Danielle DiMartino: Why we're at risk in a housing chill
Danielle DiMartino: Why we're at risk in a housing chill 08:16 AM CST on Thursday, March 2, 2006
08:16 AM CST on Thursday, March 2, 2006
The fruits of the housing boom have not benefited all alike.
The Federal Reserve's survey of consumer finances for 2001-04 illustrates how divided the economy is between the haves and have-nots – and how vulnerable we are to a cooling housing market.
The wealthiest 10 percent of Americans experienced a 6.5 percent rise in net worth; the bottom one-fourth of earners actually lost 1.5 percent of their net worth.
As Merrill Lynch aptly put it, "The Fed survey shows that this tide did not lift all boats."

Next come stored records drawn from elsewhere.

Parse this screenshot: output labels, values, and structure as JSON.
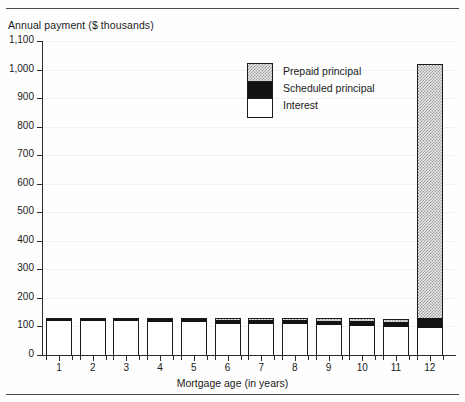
{
  "chart_data": {
    "type": "bar",
    "stacked": true,
    "title": "Annual payment ($ thousands)",
    "xlabel": "Mortgage age (in years)",
    "ylabel": "",
    "categories": [
      "1",
      "2",
      "3",
      "4",
      "5",
      "6",
      "7",
      "8",
      "9",
      "10",
      "11",
      "12"
    ],
    "series": [
      {
        "name": "Interest",
        "color": "#ffffff",
        "values": [
          120,
          119,
          118,
          117,
          116,
          113,
          110,
          107,
          104,
          101,
          98,
          95
        ]
      },
      {
        "name": "Scheduled principal",
        "color": "#121212",
        "values": [
          8,
          9,
          10,
          11,
          12,
          13,
          14,
          15,
          16,
          17,
          18,
          35
        ]
      },
      {
        "name": "Prepaid principal",
        "color": "#e8e8e8",
        "values": [
          0,
          0,
          0,
          0,
          0,
          4,
          7,
          8,
          9,
          10,
          11,
          890
        ]
      }
    ],
    "totals": [
      128,
      128,
      128,
      128,
      128,
      130,
      131,
      130,
      129,
      128,
      127,
      1020
    ],
    "ylim": [
      0,
      1100
    ],
    "ytick_labels": [
      "0",
      "100",
      "200",
      "300",
      "400",
      "500",
      "600",
      "700",
      "800",
      "900",
      "1,000",
      "1,100"
    ],
    "ytick_values": [
      0,
      100,
      200,
      300,
      400,
      500,
      600,
      700,
      800,
      900,
      1000,
      1100
    ],
    "grid": true,
    "legend_position": "upper-center"
  },
  "legend": {
    "entries": [
      {
        "label": "Prepaid principal"
      },
      {
        "label": "Scheduled principal"
      },
      {
        "label": "Interest"
      }
    ]
  }
}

As for paychecks, median income across all strata rose by a measly 1.6 percent after inflation, a sharp slowdown from about 10 percent in the prior period surveyed, 1998 to 2001.
Not surprisingly, debt played an integral role in the deep slide.
Mortgage debt
After falling for years, mortgage and other debt as a percentage of total family assets rose to 15 percent in 2004 from 12 percent.
Moreover, fewer saved in the latest period. The Fed survey found 56 percent squirreling away acorns for a rainy day, down from 59 percent three years ago.
Wednesday's report on the savings rate showed that it remains in negative territory, where it's been for seven of the last eight months.
Other data confirm that debt's stress on households is rising.
Moody's Investors Service reported Tuesday that for the first time in three years, auto loan delinquencies have started to rise.
More telling is that serious delinquencies in the home equity sector are up 32 percent over the last year.
Maybe squeezing into that home with a piggyback loan and buying a second SUV despite being upside down on the trade-in were not good ideas after all.
Poor judgment
Such poor judgment calls are common among 35- to 44-year-olds, who experienced the greatest decline in net worth.
Those between 55 and 64 saw the most dramatic increase in net worth. We're talking about the people who were already in a home when the boom began and have counted their winnings in the form of fat capital gains.
Which brings us to a recent Census Bureau study. In the last four years, the age group that's experienced the most pronounced decline in homeownership rates was those between the ages of – you guessed it – 55 and 64.
Could it be that the notion that retirees will keep their homes is fundamentally flawed? (If so, it renders fatally flawed the theory that baby boomers will retain two residences in retirement.)
In sum, the wealthiest of Americans are net sellers of homes and have the most wiggle room on their balance sheets.
The most-stretched households have the least in the way of give.
And those who are selling at the peak and pushing prices downward may be forcing the hands of many who are in no position to give up the roof over their heads.